PXE reset with “factory_reset” BIOS clean step¶
When using the UEFI boot mode with non-default PXE interface, the factory
reset can cause the PXE interface to be reset to default, which doesn’t allow
the server to PXE boot for any further operations. This can cause a
clean_failed state on the node or deploy_failed if you attempt to
deploy a node after this step. For now, the only solution is for the operator
to manually restore the PXE settings of the server for it to PXE boot again,
properly.
The problem is caused by the fact that with the UEFI boot mode, the
idrac uses BIOS settings to manage PXE configuration.
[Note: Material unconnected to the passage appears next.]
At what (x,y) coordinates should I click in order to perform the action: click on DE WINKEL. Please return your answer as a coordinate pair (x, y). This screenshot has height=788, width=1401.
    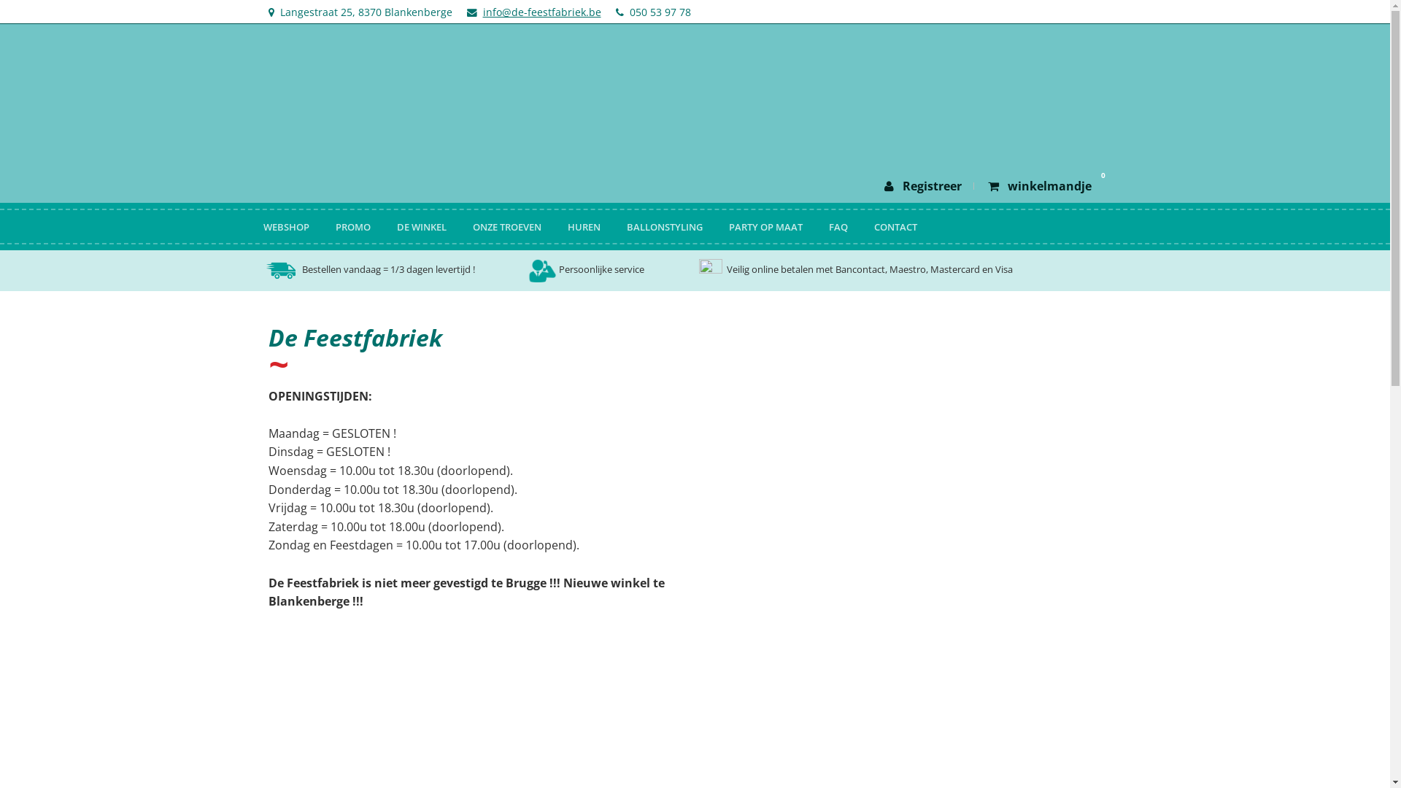
    Looking at the image, I should click on (422, 228).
This is not the case
with the BIOS boot mode where the PXE configuration is handled as a
configuration job on the integrated NIC itself, independently of the BIOS
settings.
Timeout when powering off¶
Some servers might be slow when soft powering off and time out. The default retry count
is 6, resulting in 30 seconds timeout (the default retry interval set by
post_deploy_get_power_state_retry_interval is 5 seconds).
To resolve this issue, increase the timeout to 90 seconds by setting the retry count to
18 as follows:
[agent]
post_deploy_get_power_state_retries = 18
Firmware update from Swift fails before 6.00.00.00¶
With iDRAC firmware prior to 6.00.00.00 and when using Swift to stage firmware
update files in Management interface firmware_update clean step of
redfish or idrac hardware type, the cleaning fails with error
“An internal error occurred. Unable to complete the specified operation.” in
iDRAC job. This is fixed in iDRAC firmware 6.00.00.00. If cannot upgrade, then
use HTTP service to stage firmware files for iDRAC.